Socialism does not require us all to become altruists, putting the interests of others above our own. In fact socialism doesn't require people to be any more altruistic than they are today. We will still be concerned primarily with ourselves, with satisfying our needs, our need to be well considered by others as well as our material and sexual needs. No doubt too, we will want to “possess” personal belongings such as our clothes and other things of personal use, and to feel secure in our physical occupation of the house or flat we live in, but this will be just that – our home and not a financial asset. 

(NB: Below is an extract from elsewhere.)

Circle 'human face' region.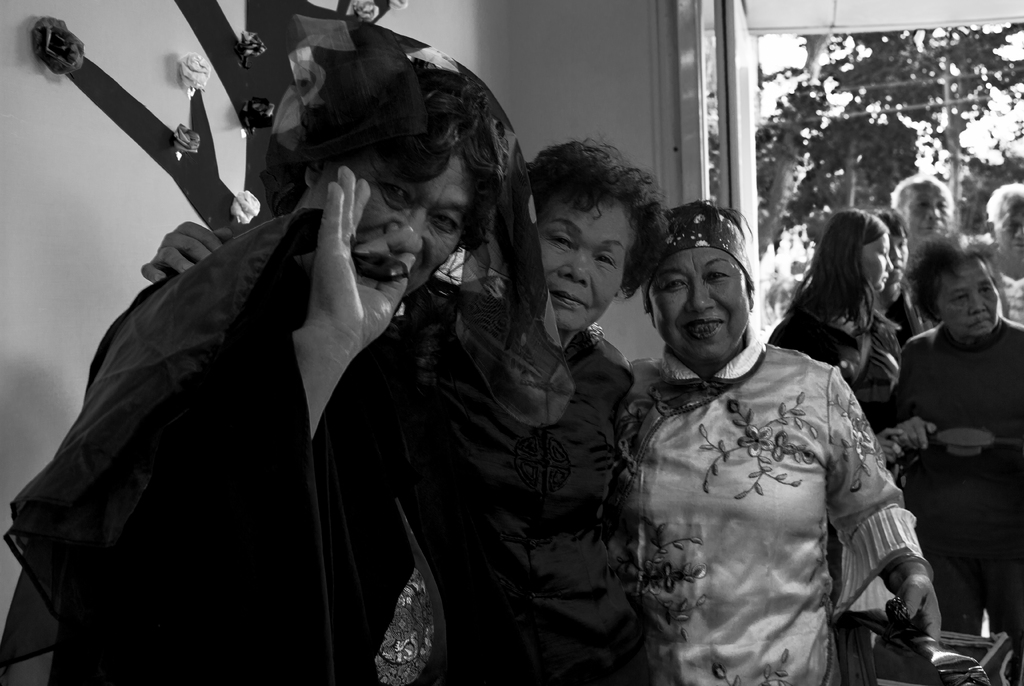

Such “selfish” behaviour will still exist in socialism but the acquisitiveness encouraged by capitalism will no longer exist. The coming of socialism will not require great changes in the way we behave, essentially only the accentuation of some of the behaviours which people exhibit today (friendliness, helpfulness, co-operation) at the expense of others which capitalism encourages. Socialism is a society where would all be considered of equal worth and be able to have an equal say in the way things are run and in which we recognise ourselves as members of an interdependent community where different people perform different functions and where everybody, irrespective of their function, has access to what they need to live and enjoy life just because they are members of the human race. And this doesn't require us to be any less selfish or more altruistic than we are today – it's not about changing human nature but about changing the basis of society. 

We don't need to change human nature; it is only human behaviour that needs to change. While our genes can't be ignored, they only intervene in our behaviours in an indirect way, by programming the development of our brains. Therefore, to understand the complexities of our behaviour, it is to our brains, not directly to our genes, that we have to look. When we do this we find that our brains allow us, as a species, to adopt – and, as prehistory and history bear out, we have in fact adopted – a great variety of different behaviours depending on the natural, economic and social environments we have found ourselves in.